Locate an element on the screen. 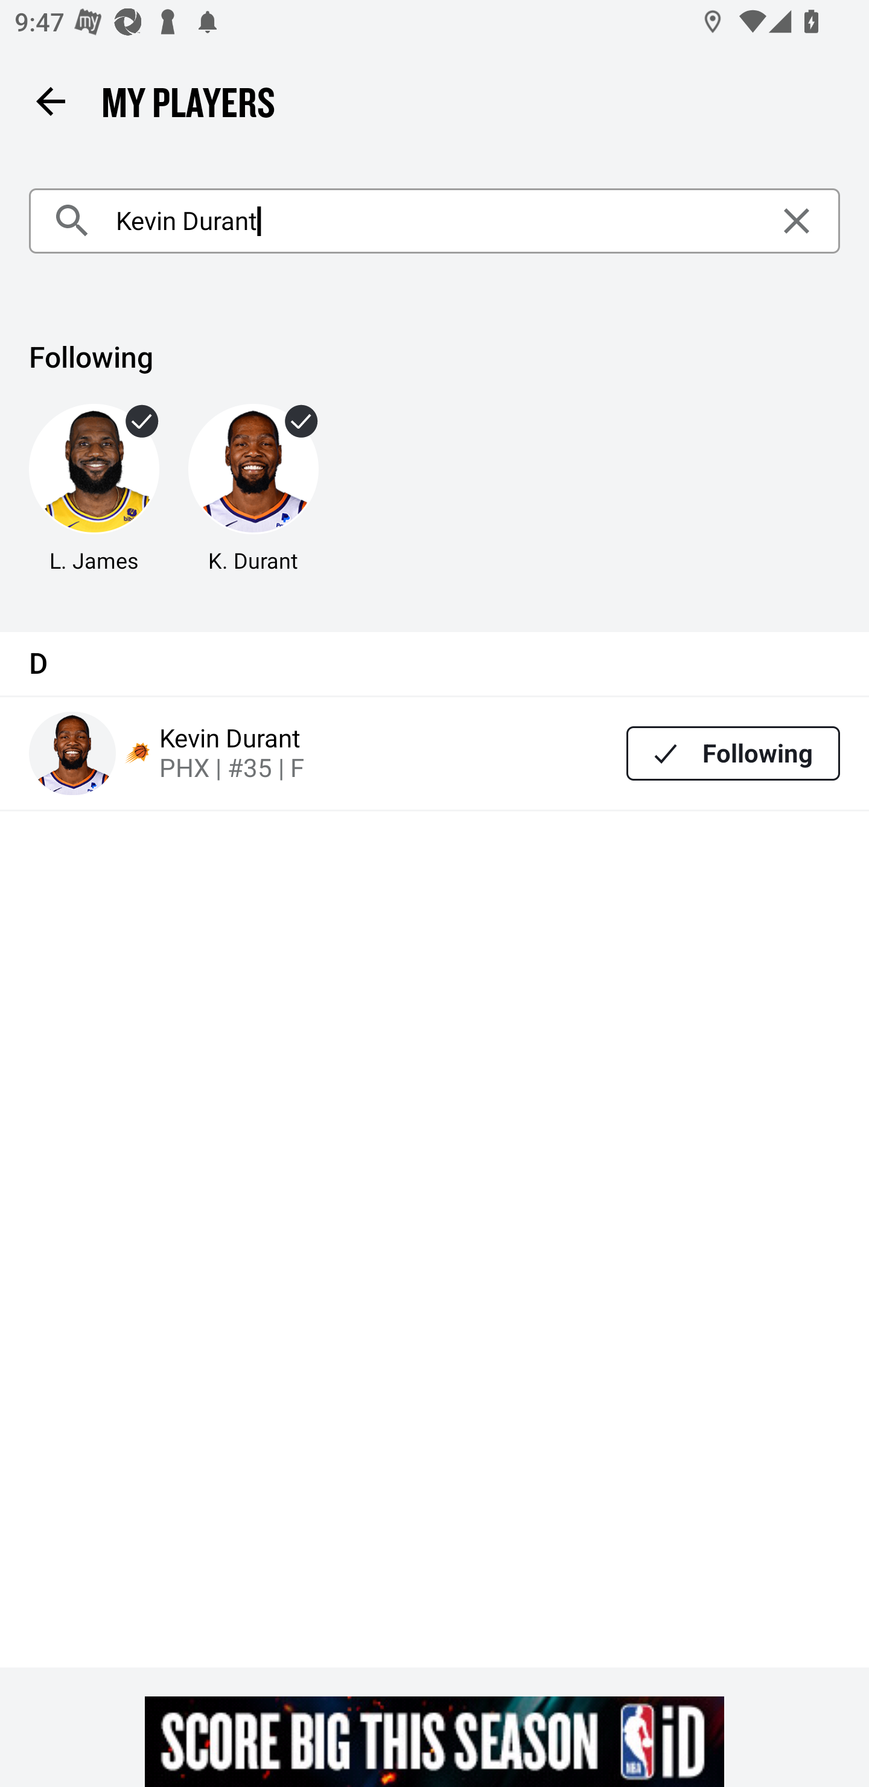  Following is located at coordinates (733, 753).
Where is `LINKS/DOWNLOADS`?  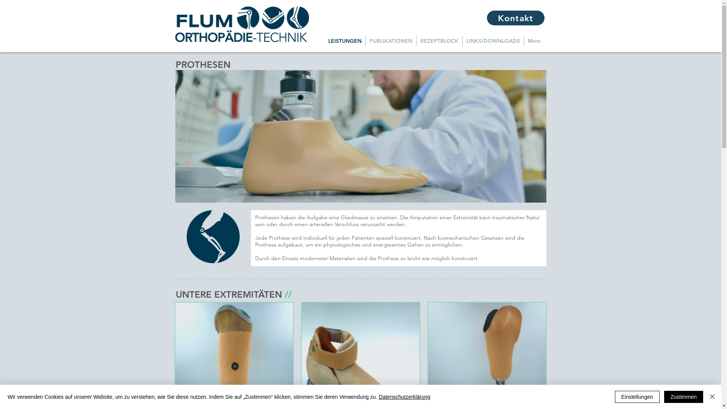
LINKS/DOWNLOADS is located at coordinates (493, 41).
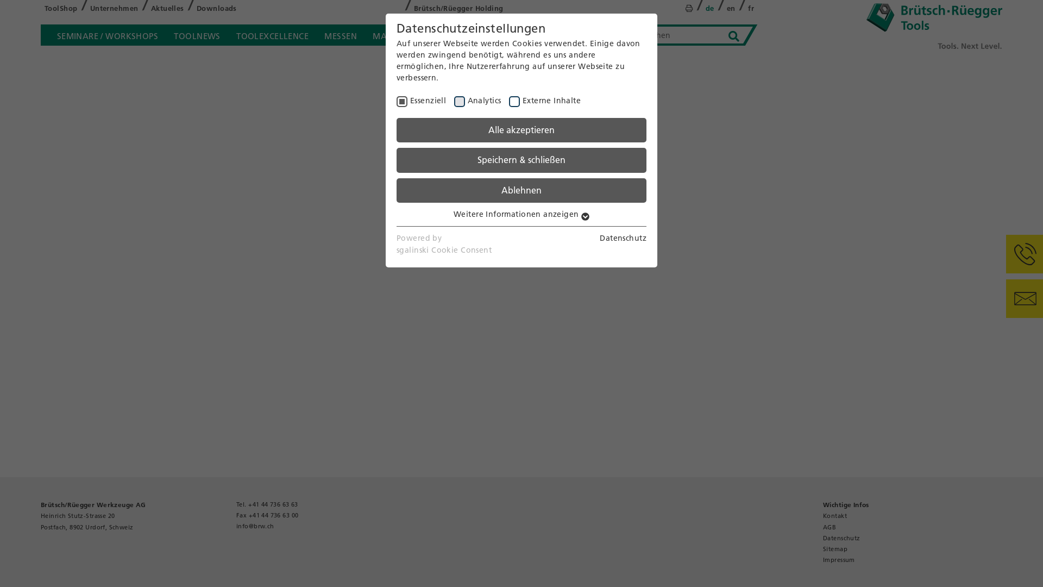 The height and width of the screenshot is (587, 1043). Describe the element at coordinates (217, 9) in the screenshot. I see `Downloads` at that location.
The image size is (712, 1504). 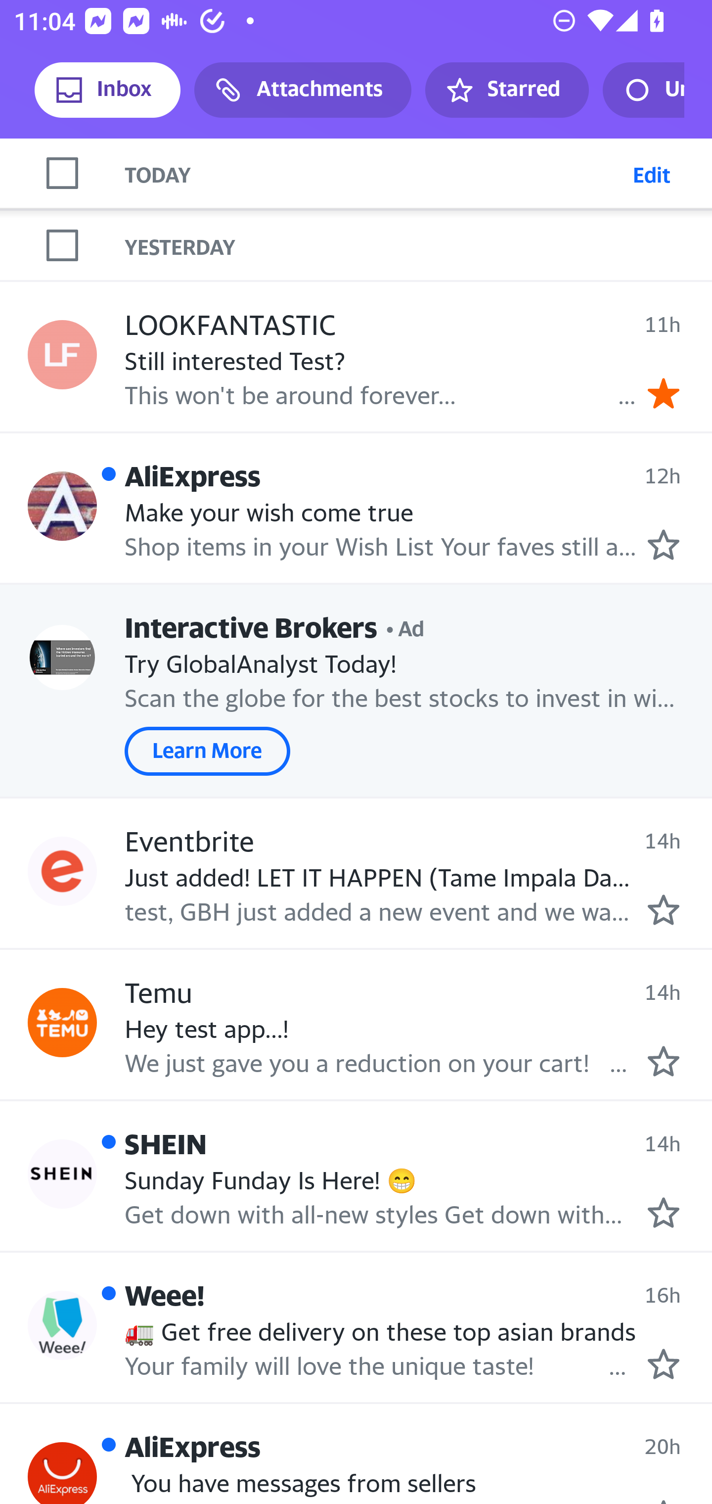 What do you see at coordinates (302, 90) in the screenshot?
I see `Attachments` at bounding box center [302, 90].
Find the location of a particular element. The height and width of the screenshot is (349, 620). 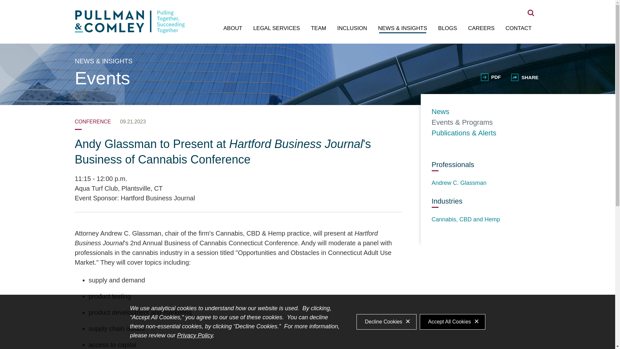

Share is located at coordinates (525, 77).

########

- [Task objective]: Starting with the line that contains "Find the location", give the lines again exactly as they appear through the last line of the data, pictures excluded.

- [Written answer]:
Find the location of a particular element. The height and width of the screenshot is (349, 620). 

Share is located at coordinates (525, 77).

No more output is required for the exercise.